What clinched her appeal to Hollywood producers was her portrayal of an inflexible nun in "Black Narcissus" (1947), a sexually provocative drama of a religious order in a Himalayan outpost.

Louis B. Mayer at MGM studios soon signed Ms. Kerr to replace the fading star power of London-born beauty Greer Garson.

Ms. Kerr's impact was immediate. She received the New York Film Critics best actress award for her first American part, in "The Hucksters" (1947), as a widow who attracts a cynical Madison Avenue executive (Clark Gable).

"From Here to Eternity" brought her to the front rank of actresses. The film was an enormous success, earning Zinnemann an Oscar for direction and Frank Sinatra and Donna Reed the award for supporting acting categories. It also won best picture of the year, but Ms. Kerr lost the Oscar to newcomer Audrey Hepburn in "Roman Holiday."

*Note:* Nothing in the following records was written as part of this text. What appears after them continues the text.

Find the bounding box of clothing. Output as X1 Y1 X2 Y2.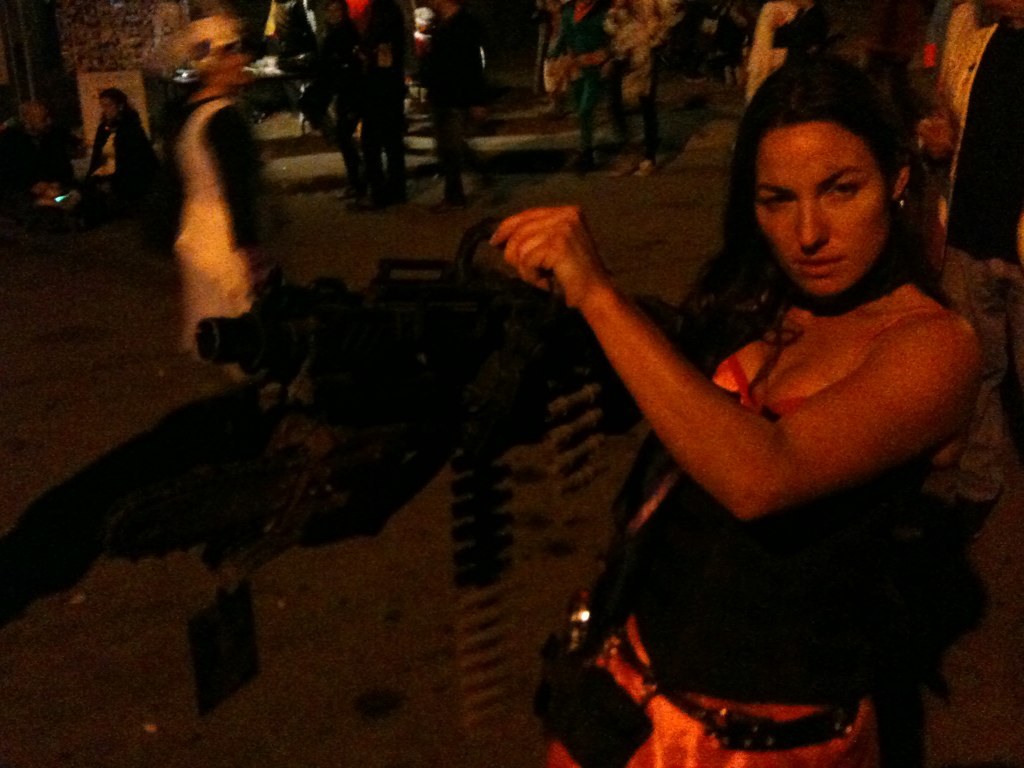
543 391 885 767.
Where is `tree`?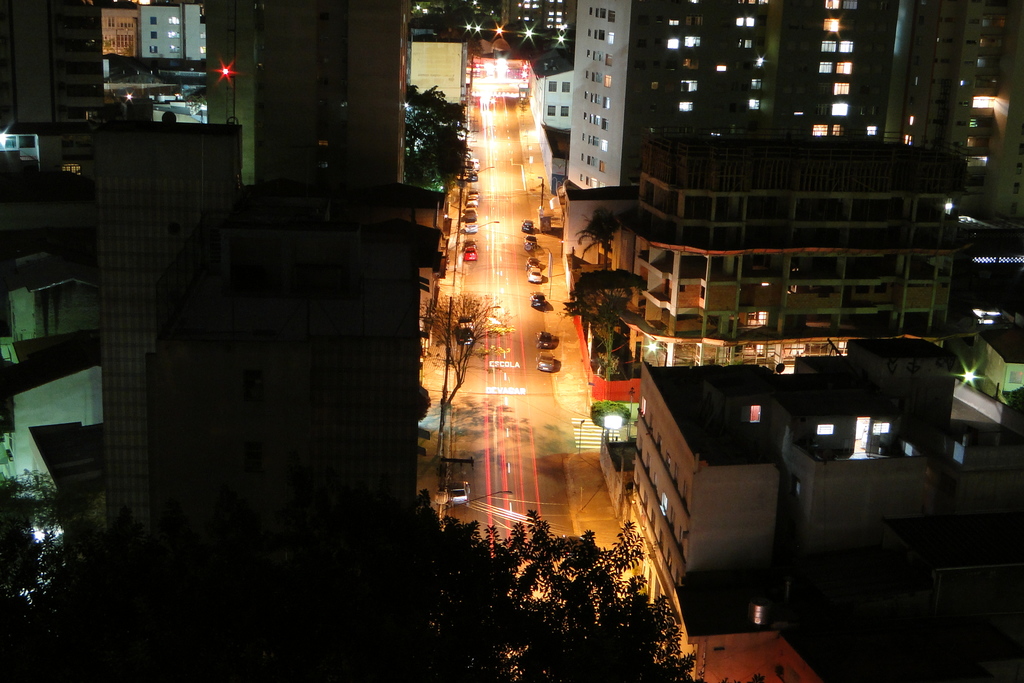
pyautogui.locateOnScreen(558, 270, 644, 370).
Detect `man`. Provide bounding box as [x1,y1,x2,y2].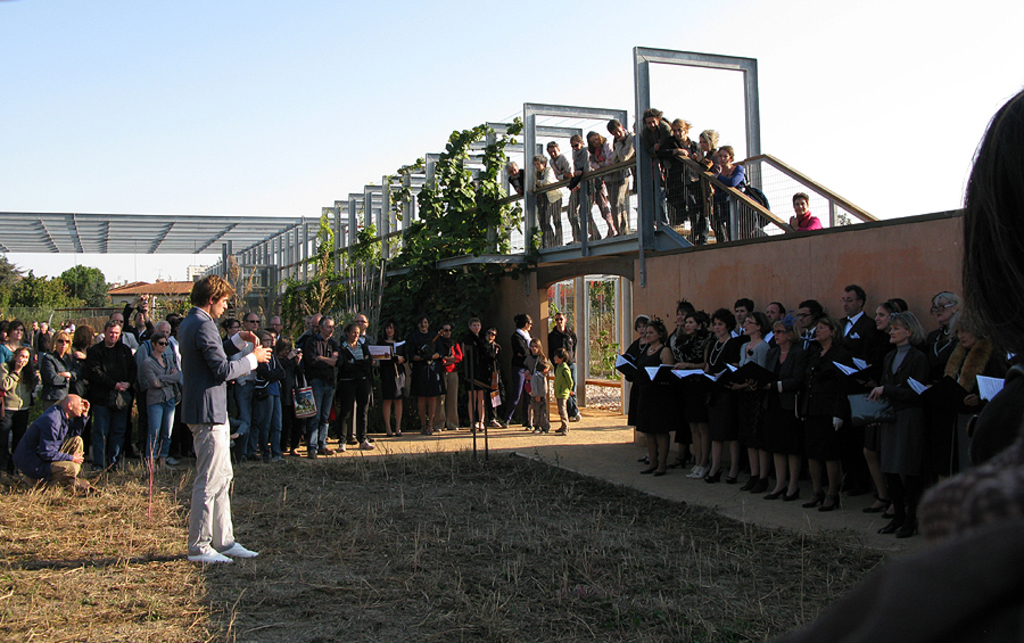
[545,140,600,248].
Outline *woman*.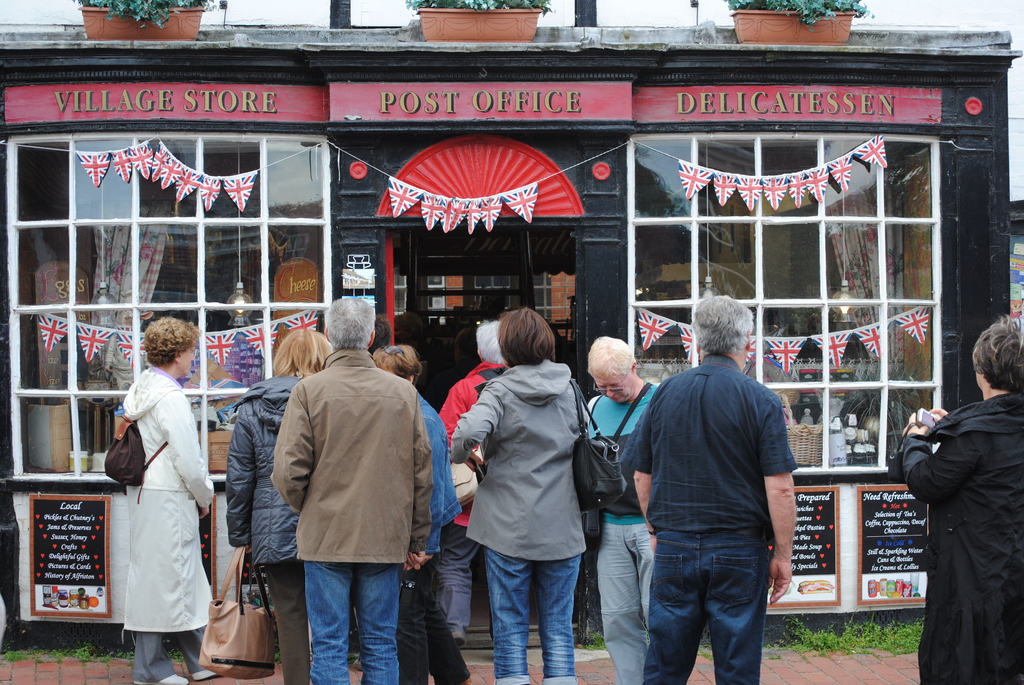
Outline: 446, 305, 588, 684.
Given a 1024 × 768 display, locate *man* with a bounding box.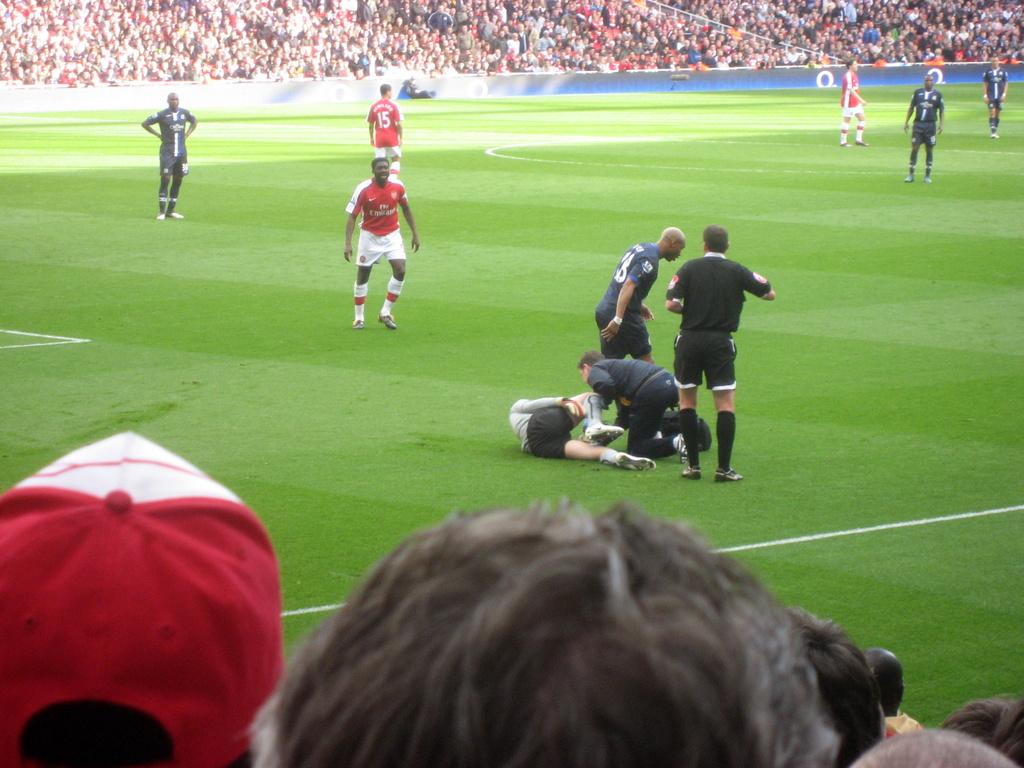
Located: (586, 223, 688, 417).
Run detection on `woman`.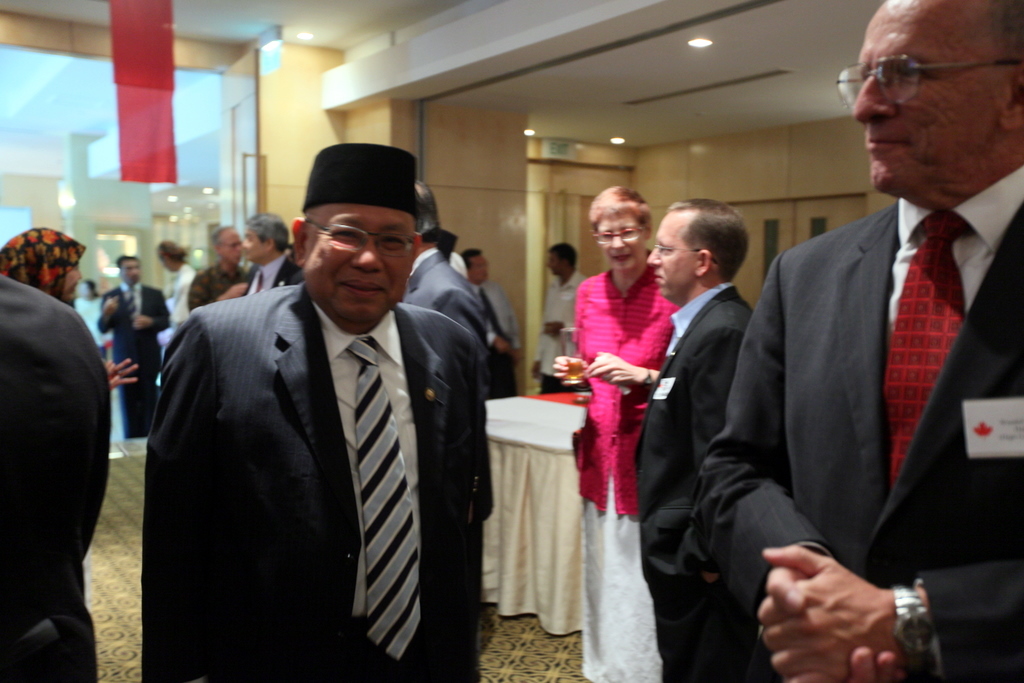
Result: {"x1": 554, "y1": 189, "x2": 684, "y2": 682}.
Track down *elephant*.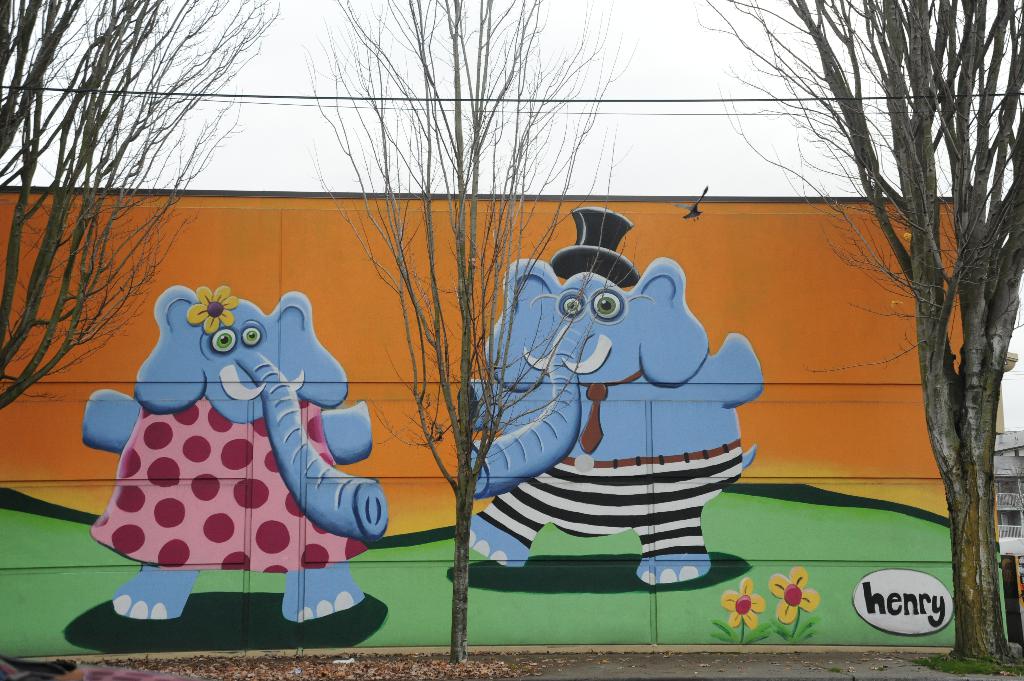
Tracked to crop(63, 160, 816, 618).
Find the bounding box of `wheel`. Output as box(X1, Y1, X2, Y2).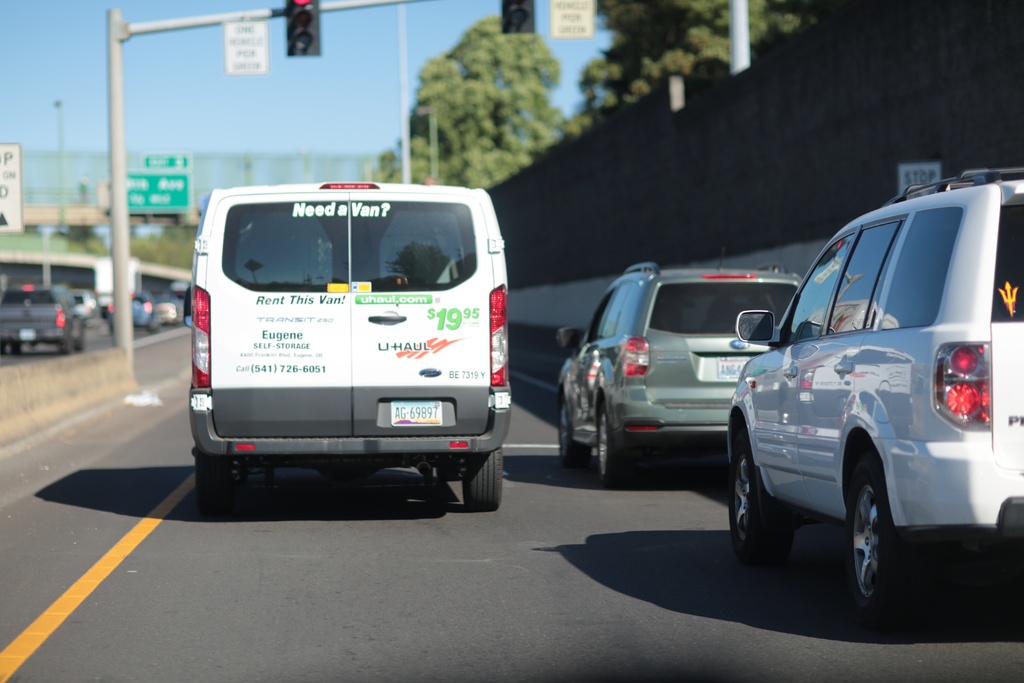
box(459, 442, 502, 513).
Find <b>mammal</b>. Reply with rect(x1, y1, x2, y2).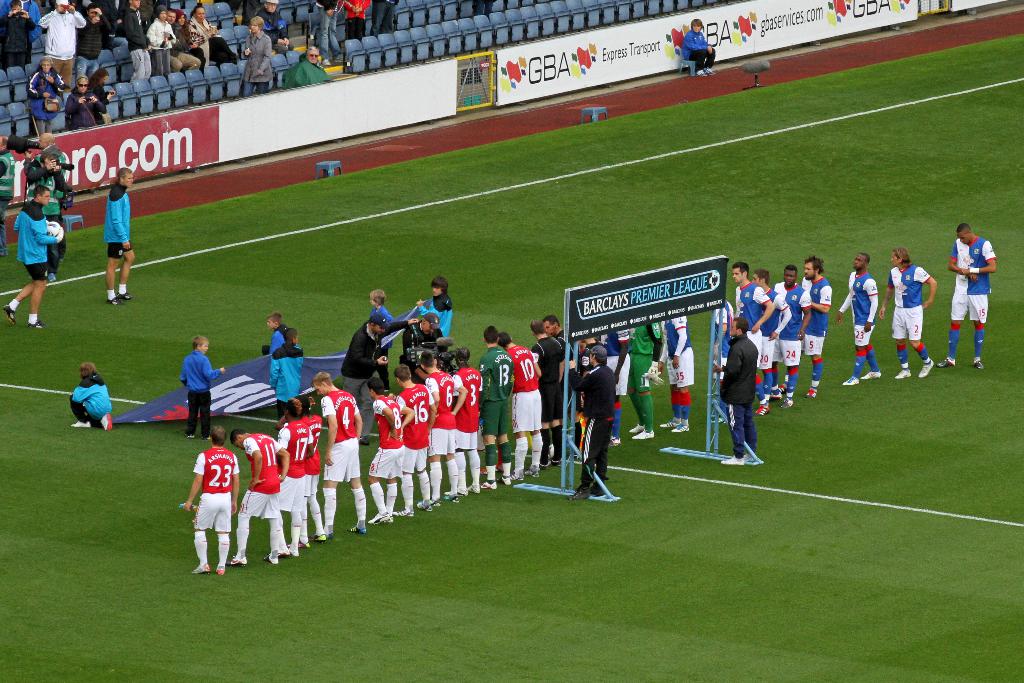
rect(938, 225, 997, 368).
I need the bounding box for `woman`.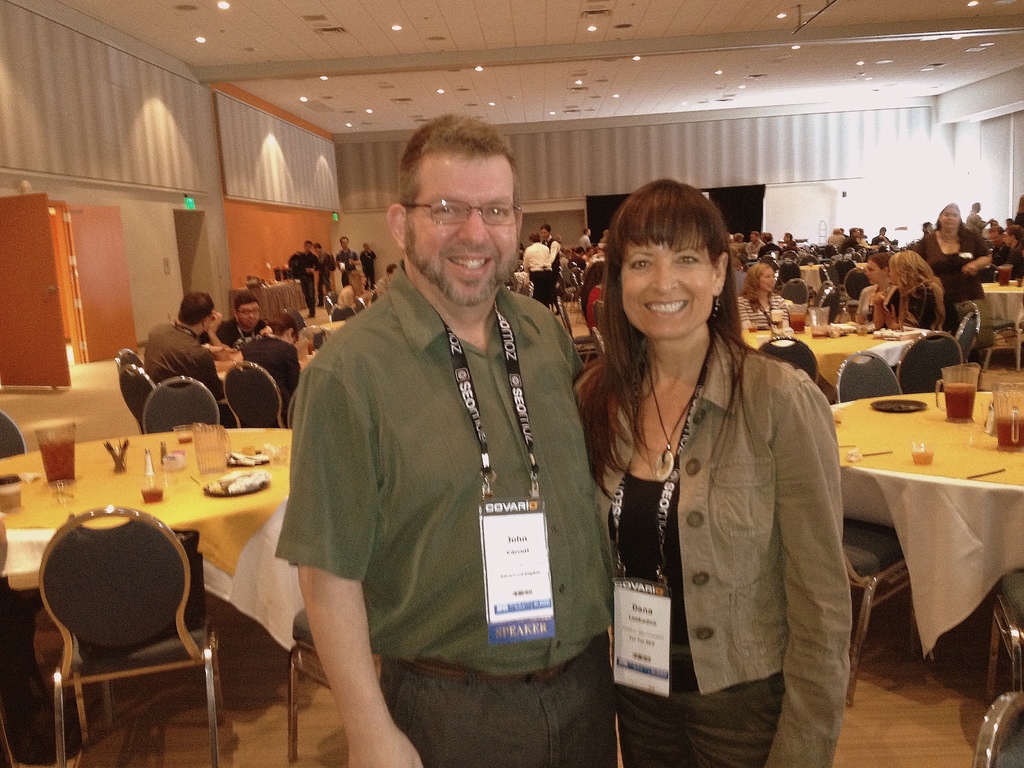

In 1986, Ms. Kerr told the Chicago Tribune she was not disappointed by being overlooked during subsequent Oscar ceremonies.

"Quite the opposite, in fact, as I'm sure I've had more mileage out of it than if I'd won the damned thing," she said. "Can you remember who won two years ago, or four? No, but people always remember my Oscar record, and they also point out what good company I'm keeping, what with Chaplin, Garbo, Judy Garland, Fred Astaire . . ."

In addition, "From Here to Eternity" brought her one of her plum stage roles, as a boarding school official's neglected wife in "Tea and Sympathy." Kazan directed her in the 1953 Broadway production - considered racy for its time - in which she sexually initiates a student who is teased for his apparent homosexuality.

In one sequence, her character unbuttons her blouse and tenderly tells the student as the lights fade, "When you speak of this in future years, and you will, be kind."

Her marriage to the World War II British flying ace Anthony Bartley ended in divorce.

She leaves her husband, the author Peter Viertel, whom she married in 1960; two daughters from her first marriage; and three grandchildren.